Spring Security's Password Encoder makes it easy to generate salted + stretched hash values. This article is a sample.
JDK:1.8 Spring Boot:1.5.3.RELEASE Spring Security:4.2.2.RELEASE
Spring Security PasswordEncoder Class Diagram It may be hard to see, but the class diagram of PasswordEncoder of Spring Security 4.2.2.RELEASE is as follows.
There are six implementation classes for the PasswordEncoder interface.
PasswordEncoder implementation class | Overview |
---|---|
AbstractPasswordEncoder | - |
NoOpPasswordEncoder | Encoder without hashing(for test) |
Pbkdf2PasswordEncoder | Implementation of PasswordEncoder using PBKDF2 with configurable number of iterations and random 8-byte random salt value |
StandardPasswordEncoder | SHA-256 algorithms+Encoder that hashes with 1024 stretches |
BCryptPasswordEncoder | Encoder that performs hashing with the bcrypt algorithm |
SCryptPasswordEncoder | Encoder that performs hashing with the scrypt algorithm |
In this article, I will use BCryptPasswordEncoder for hashing.
Add a Spring Security dependency.
pom.xml
<dependency>
<groupId>org.springframework.security</groupId>
<artifactId>spring-security-core</artifactId>
</dependency>
<dependency>
<groupId>org.springframework.security</groupId>
<artifactId>spring-security-web</artifactId>
</dependency>
<dependency>
<groupId>org.springframework.security</groupId>
<artifactId>spring-security-config</artifactId>
</dependency>
This time, CommandLineRunner is implemented as CLI.
SpringBootEncodeApplication.java
package com.example;
import org.springframework.beans.factory.annotation.Autowired;
import org.springframework.boot.CommandLineRunner;
import org.springframework.boot.SpringApplication;
import org.springframework.boot.autoconfigure.SpringBootApplication;
import org.springframework.context.annotation.Bean;
import org.springframework.security.crypto.bcrypt.BCryptPasswordEncoder;
import org.springframework.security.crypto.password.PasswordEncoder;
@SpringBootApplication
public class SpringBootEncodeApplication implements CommandLineRunner {
@Autowired
PasswordEncoder passwordEncoder;
public static void main(String[] args) {
SpringApplication.run(SpringBootEncodeApplication.class, args);
}
@Bean
PasswordEncoder passwordEncoder() {
return new BCryptPasswordEncoder();
}
@Override
public void run(String... args) {
String password = "#fe?3d31";
String digest = passwordEncoder.encode(password);
System.out.println("Hash value= " + digest);
if (passwordEncoder.matches(password, digest)) {
System.out.println("It matched");
return;
}
System.out.println("It didn't match");
}
}
Hash the plaintext password (password) using the PasswordEncoder's encode method. The hashed result is digest. Then use PasswordEncoder's matches method to match the plaintext password (password) with the hash value (digest) obtained by the encode method.
Execution result.
Hash value= $2a$10$im98CLRwtWohvPE6wZkYk.Os.RXZVF0iROJXL8vUn7TGrfWoixTdq
It matched
The hash value generated above is as follows.
$2a$10$im98CLRwtWohvPE6wZkYk.Os.RXZVF0iROJXL8vUn7TGrfWoixTdq
The view is as follows.
Character location | String | Overview |
---|---|---|
1st to 3rd characters | $2a | The version number of bcrypt. |
4th to 6th characters | $10 | Stretching frequency(Number of iterations of hashing operation)Will be. The number of times is 2 to the nth power. Therefore, in this example, 2^10=It will be 1024 times. |
7th to 29th characters | $im98CLRwtWohvPE6wZkYk. | Salt value. |
30th to last | Os.RXZVF0iROJXL8vUn7TGrfWoixTdq | Password body. |
As mentioned above, you can use Spring Security's PasswordEncoder to generate salt + stretched hash values, and you can easily match them with plaintext passwords.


__Task__:
I'd like the data below restated word for word, with the pictures left out.

__Extracted material__:
═══
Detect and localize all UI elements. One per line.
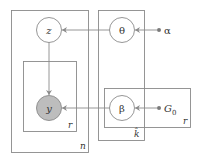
node-y: y: [37, 96, 62, 121]
plate-r-left-label: r: [68, 120, 73, 130]
alpha-label: α: [164, 25, 171, 36]
graphical-model-diagram: z y θ β α G0 n r k̂ r: [0, 0, 200, 161]
hyper-g0: G0: [157, 103, 176, 117]
node-beta-label: β: [119, 103, 125, 114]
g0-label: G0: [164, 103, 176, 117]
node-theta: θ: [110, 18, 135, 43]
plate-k-label: k̂: [134, 127, 139, 139]
node-y-label: y: [45, 103, 52, 114]
g0-dot-icon: [157, 106, 161, 110]
plate-r-right-label: r: [183, 116, 188, 126]
node-z: z: [37, 18, 62, 43]
node-z-label: z: [45, 25, 52, 36]
node-beta: β: [110, 96, 135, 121]
alpha-dot-icon: [157, 28, 161, 32]
plate-n-label: n: [80, 141, 86, 151]
node-theta-label: θ: [119, 25, 125, 36]
hyper-alpha: α: [157, 25, 171, 36]
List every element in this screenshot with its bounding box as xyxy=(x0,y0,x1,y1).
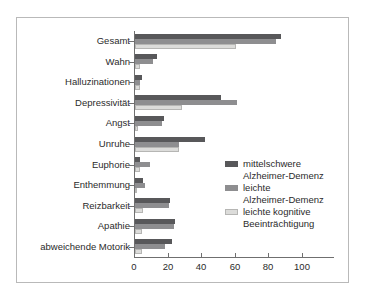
═══
__Final answer__:
Detect and localize all UI elements. One per line.
node-y: y: [37, 96, 62, 121]
plate-r-left-label: r: [68, 120, 73, 130]
alpha-label: α: [164, 25, 171, 36]
graphical-model-diagram: z y θ β α G0 n r k̂ r: [0, 0, 200, 161]
hyper-g0: G0: [157, 103, 176, 117]
node-beta-label: β: [119, 103, 125, 114]
g0-label: G0: [164, 103, 176, 117]
node-theta: θ: [110, 18, 135, 43]
plate-k-label: k̂: [134, 127, 139, 139]
node-y-label: y: [45, 103, 52, 114]
g0-dot-icon: [157, 106, 161, 110]
plate-r-right-label: r: [183, 116, 188, 126]
node-z: z: [37, 18, 62, 43]
node-z-label: z: [45, 25, 52, 36]
node-beta: β: [110, 96, 135, 121]
alpha-dot-icon: [157, 28, 161, 32]
plate-n-label: n: [80, 141, 86, 151]
node-theta-label: θ: [119, 25, 125, 36]
hyper-alpha: α: [157, 25, 171, 36]
List every element in this screenshot with its bounding box as xyxy=(x0,y0,x1,y1).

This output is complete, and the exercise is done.